Building Resilient Kafka Consumers with Spring Retry
When building out applications around a Kafka cluster one of the most critical considerations is how failures are handled. Kafka does a nice job of decoupling systems but there are still many opportunities for things to go wrong while processing data. Producers can automatically retry sending records if an ack is not received from a broker but there are still issues that can occur while processing data that you will be responsible for.
Here are a few scenarios to think about as you’re writing a Kafka consumer. The majority of this post will be spent diving into the 3rd scenario of handling transient errors by configuring Spring Retry.

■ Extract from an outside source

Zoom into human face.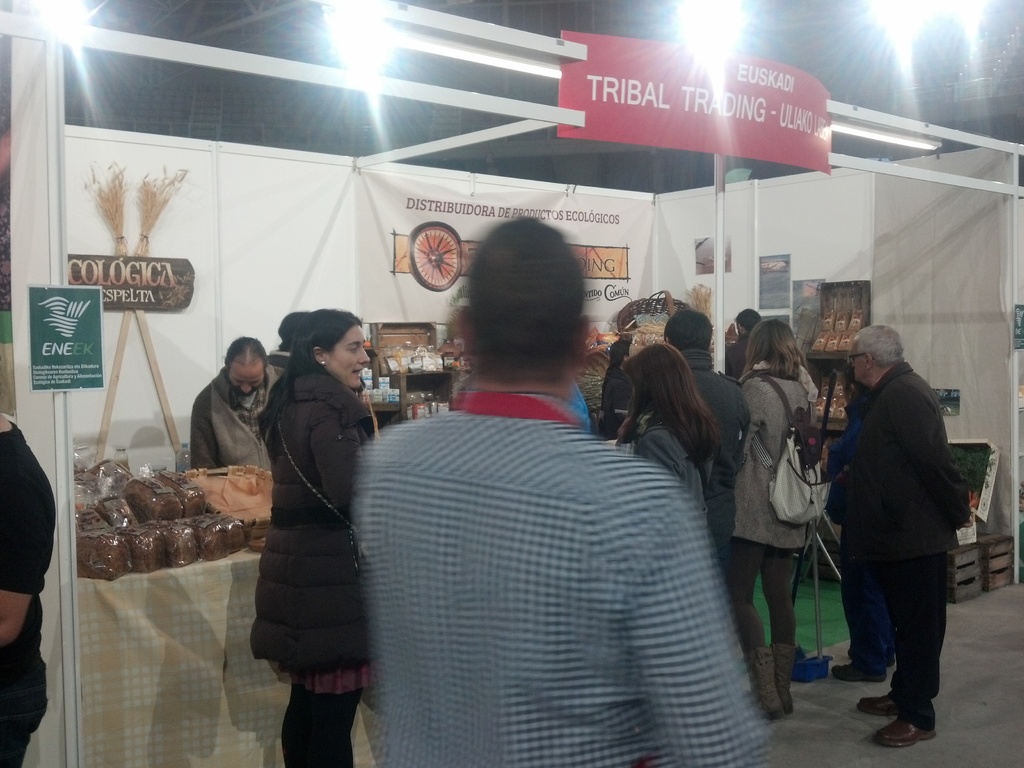
Zoom target: [left=323, top=321, right=371, bottom=388].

Scenario 1) Hey, don’t change that!
Data changes, this is just a fact of life as an engineer. Kafka handles your data as bytes coming in and bytes going out so that leaves it up to clients to handle changes in data formats. This may mean adding sufficient catches around deserialization or forcing new topics for incompatibility issues but solutions like these can quickly lead to unmanageable code. Avro enters the scene and a lot of these serde issues are minimized but there are still plenty of gotchas when managing an enterprise scale Schema Registry. The good news with all of these failures is that Kafka gives us the luxury of “do-overs” by replaying messages after fixing whatever issue you may have encountered. With that said, it’s still not a fun exercise to go through so do some upfront design and research on modeling your data for Kafka. For a more comprehensive introduction into Avro, check out this blog.

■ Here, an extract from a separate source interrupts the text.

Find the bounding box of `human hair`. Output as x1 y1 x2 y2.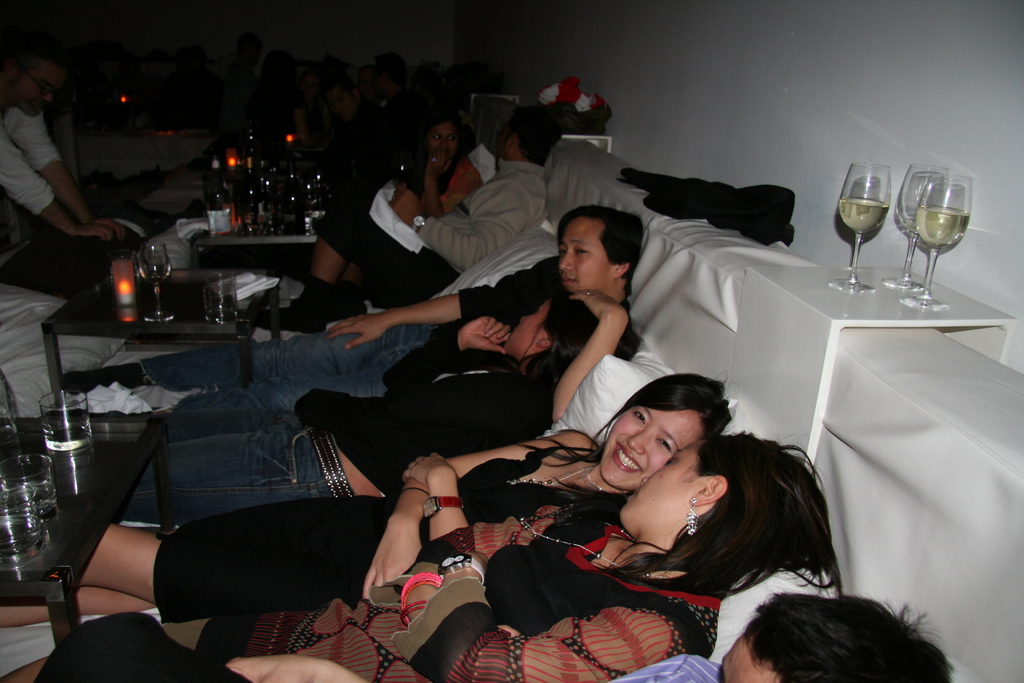
555 203 645 298.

Scenario 2) Death of the consumer
Your consumer goes down in flames, yet another thing that is bound to happen during your Kafka journey. With Kafka’s default behavior of automatically committing offsets every 5 seconds, this may or may not be an issue. If the consumer fails within the 5 seconds, the offset will remain uncommitted and the message will be reprocessed when the consumer starts back up. If the consumer locks up or a network request takes longer than expected, the offset will get committed and Kafka will think you’ve processed the message even if that’s not the case. The easiest way to mitigate this scenario is to handle your offsets manually. Set enable.auto.commit to false and explicitly acknowledge the message only when you are sure you’ve successfully done what you need to do with each message.

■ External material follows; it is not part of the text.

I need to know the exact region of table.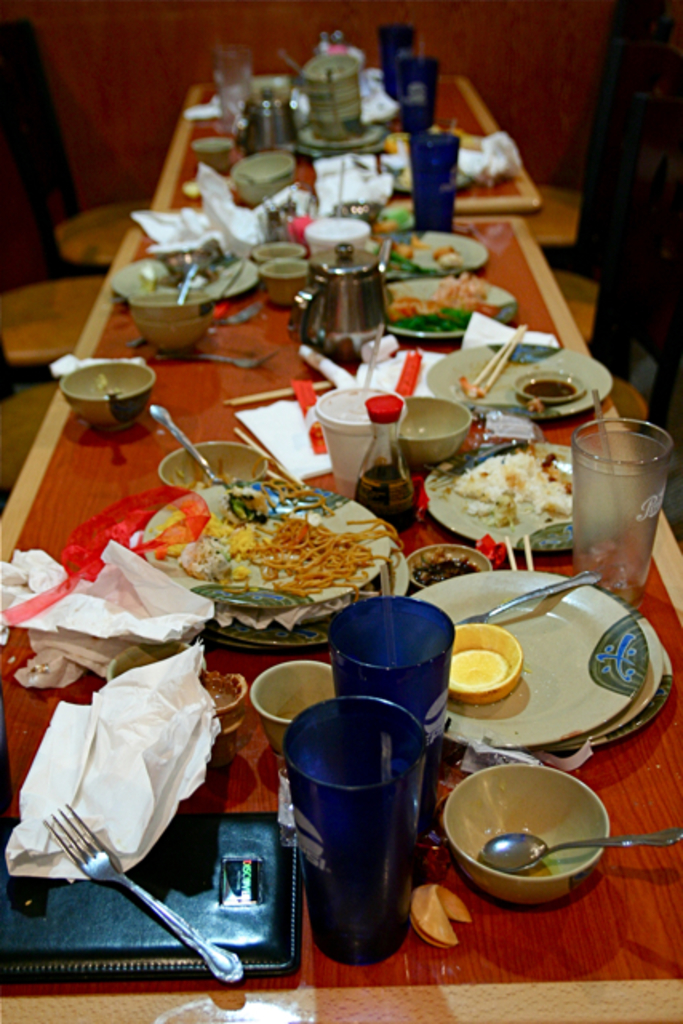
Region: [left=154, top=77, right=547, bottom=213].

Scenario 3) API, are you there?
As mentioned before there is no way to completely decouple applications. Typically you are consuming messages from a topic, processing it, and handing it off to another service (e.g. database, API, another topic, etc). This may be a service that your team owns or a third party service. Either way, transient failures and downtime should be anticipated rather than a surprise when they inevitably happen. If a request fails with a 503 (Service Unavailable) or something similar you might not want to just set the message aside and process the next one because it will likely fail for the same reason. Instead, maybe you pause for a second and retry the message however many times you see fit before eventually dumping it to a dead letter topic as you don’t want to hold up processing indefinitely.
There are a few approaches you can take to solving this but Spring Retry, an existing Spring project, is utilized in Spring Kafka to help retry these failures with some simple configuration.
Spring Retry
Before getting to how Spring Kafka integrated Spring Retry, let’s first look at the library itself to understand how it can be utilized in any project. More details can be found in the spring-retry documentation.
Define a Retry Template
The RetryTemplate handles executing operations with the provided retry semantics. Retryable operations are encapsulated in implementations of the RetryCallback interface and are executed using one of the given execute methods on RetryTemplate. Here is a code snippet showing the configuration of a reusable retry template and how to a wrap an operation with it.
By default, an operation is retried anytime a subclass of Exception is thrown but this behavior is configurable via a RetryPolicy.
Also by default, each operation can be retried a maximum of three times with zero back off in between. Using RetryPolicy and BackoffPolicy, these can be overridden. The following sections will help you customize your RetryTemplate to fit your needs.
Configure Retry Policy
Select a RetryPolicy that suits your needs and supply it when building the RetryTemplate. This is what will determine whether or not a retry of the operation should be attempted.
Policies
Configure Backoff Retry Policy
Select the BackoffPolicy and supply it when building your RetryTemplate. This designates how the template should space out retries.
Policies
Implement a RecoveryCallback
If your operation exhausts all of its retries, a RecoveryCallback can be notified of this and do the final processing on this failed operation. This may include logging the failure, publishing a notification, making an update to an errored records table, and many other things.
Configuring Spring Retry in Spring Kafka Project
Spring Kafka has built-in adapters for Spring Retry that make it painless to use. When configuring the listener container factory, you can provide a RetryTemplate as well as RecoveryCallback and it will utilize the RetryingMessageListenerAdapter to wrap up the listener with the provided retry semantics.
The caveat to this is that batch message listeners can’t support an adapter because there is no way for the framework to know where in the batch of messages the listener failed. However, you could still manually implement the RetryTemplate as described in the previous sections and wrap retriable operations yourself. This also holds true for projects not using Spring Kafka.